Thursday, 18 October 2012

Salmon: a eulogy

Any Tuesday evening that ends at 2am with two women listening to Edward M Kennedy’s eulogy from his brother Robert’s funeral in 1968 has either gone terribly well or terribly badly depending, quite literally, on your politics.

Sticking with terribly well, although that is not how I felt the following morning, the evening started in the normal fashion with supper.

My flatmates and I had decided to cook this recipe, from the justifiably super-mega-famous blog ‘Dinner: A Love Story’:
http://www.dinneralovestory.com/salmon-for-people-who-are-sick-of-salmon/

We weren’t at all sick of salmon (although you’d think we probably were given that my last post also concerned the softly coral fleshed……..sorry, too Nigella?), but we thought it looked good. I offered to get the food, flatmate (female) got the wine, and we were all set.

(Incidentally, on my way out of Waitrose, I was nearly mown down by a motorcycle driven by a man I dated, briefly, earlier this year. The most unbelievable part of this story is that this is the second time that has happened to me as I left a supermarket (Cambridge, 2007, Sainsbury’s), although at least that first time only involved a pushbike. Given the unbelievably short odds that a person might have been on dates with TWO murderous bipedallers, I was almost tempted to pay the Stupid Tax and buy a lottery ticket.)

Calming my shaken nerves, we got down to cooking which took all of about 15 minutes (or one vodka tonic, in an alternative time keeping method I quite enjoy). It could not have been more simple. We left out the peppers and mushrooms and replaced them with truck loads of chopped up runner beans. We also used a lot less coconut milk, because one of our tins was 2 years out of date, and a lot more jasmine rice, because flatmate (male) didn’t believe 75g was enough per person.
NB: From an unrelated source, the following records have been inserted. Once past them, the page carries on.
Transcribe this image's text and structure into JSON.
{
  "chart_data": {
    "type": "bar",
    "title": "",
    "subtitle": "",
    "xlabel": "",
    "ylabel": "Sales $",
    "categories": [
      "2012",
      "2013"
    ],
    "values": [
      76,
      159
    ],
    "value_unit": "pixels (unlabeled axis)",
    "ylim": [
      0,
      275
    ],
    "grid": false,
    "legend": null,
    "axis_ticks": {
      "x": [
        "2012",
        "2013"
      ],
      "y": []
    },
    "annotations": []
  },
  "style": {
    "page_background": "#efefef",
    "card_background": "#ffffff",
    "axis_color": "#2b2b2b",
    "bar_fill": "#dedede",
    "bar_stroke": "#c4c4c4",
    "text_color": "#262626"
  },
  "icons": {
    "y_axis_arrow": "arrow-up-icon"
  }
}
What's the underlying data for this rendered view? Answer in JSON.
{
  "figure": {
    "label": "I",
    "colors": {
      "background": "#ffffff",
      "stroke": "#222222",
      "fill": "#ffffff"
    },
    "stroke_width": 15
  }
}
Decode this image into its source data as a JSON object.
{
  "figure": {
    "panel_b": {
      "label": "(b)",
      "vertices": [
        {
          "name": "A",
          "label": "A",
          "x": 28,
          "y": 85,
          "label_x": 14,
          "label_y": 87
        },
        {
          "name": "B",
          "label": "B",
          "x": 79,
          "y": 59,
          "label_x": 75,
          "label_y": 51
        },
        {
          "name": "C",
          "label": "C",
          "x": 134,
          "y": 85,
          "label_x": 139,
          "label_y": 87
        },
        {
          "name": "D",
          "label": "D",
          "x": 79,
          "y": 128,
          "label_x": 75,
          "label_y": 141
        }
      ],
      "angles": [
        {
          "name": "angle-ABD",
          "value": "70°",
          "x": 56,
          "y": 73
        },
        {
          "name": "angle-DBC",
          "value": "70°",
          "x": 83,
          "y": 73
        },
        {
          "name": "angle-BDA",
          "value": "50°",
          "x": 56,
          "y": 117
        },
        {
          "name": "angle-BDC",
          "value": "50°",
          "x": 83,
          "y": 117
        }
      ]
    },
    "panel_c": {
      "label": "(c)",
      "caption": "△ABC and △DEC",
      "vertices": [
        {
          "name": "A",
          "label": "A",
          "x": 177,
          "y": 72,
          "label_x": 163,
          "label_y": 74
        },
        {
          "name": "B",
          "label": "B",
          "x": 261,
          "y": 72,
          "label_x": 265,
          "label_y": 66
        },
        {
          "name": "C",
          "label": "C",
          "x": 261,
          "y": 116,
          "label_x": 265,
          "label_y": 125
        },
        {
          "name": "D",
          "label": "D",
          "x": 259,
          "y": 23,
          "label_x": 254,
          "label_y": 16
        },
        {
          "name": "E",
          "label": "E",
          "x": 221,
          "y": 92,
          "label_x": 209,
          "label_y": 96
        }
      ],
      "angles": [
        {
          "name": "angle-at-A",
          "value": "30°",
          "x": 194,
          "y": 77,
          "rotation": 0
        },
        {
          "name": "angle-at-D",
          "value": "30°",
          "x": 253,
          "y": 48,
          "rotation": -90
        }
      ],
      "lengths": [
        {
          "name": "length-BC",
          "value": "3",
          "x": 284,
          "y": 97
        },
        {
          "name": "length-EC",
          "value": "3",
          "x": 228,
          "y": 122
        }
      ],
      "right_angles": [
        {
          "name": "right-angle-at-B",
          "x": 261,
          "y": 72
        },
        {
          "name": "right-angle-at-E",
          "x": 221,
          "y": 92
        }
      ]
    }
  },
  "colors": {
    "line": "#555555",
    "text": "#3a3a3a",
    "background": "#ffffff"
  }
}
We threw lots of fresh coriander, basil and lime juice over the top of everything and it was delicious.

A thoroughly enjoyable evening all round. Well, for me and flatmate (female) at least. I’m not sure flatmate (male) was that enthused to be forced to be my sous-chef, watch Great British Bake Off and then be banished from the kitchen by the force of terrible chat as we summarily sorted out the Global Financial Crisis, pondered how to manage maternity leave and then rounded off the night with some classic American rhetoric.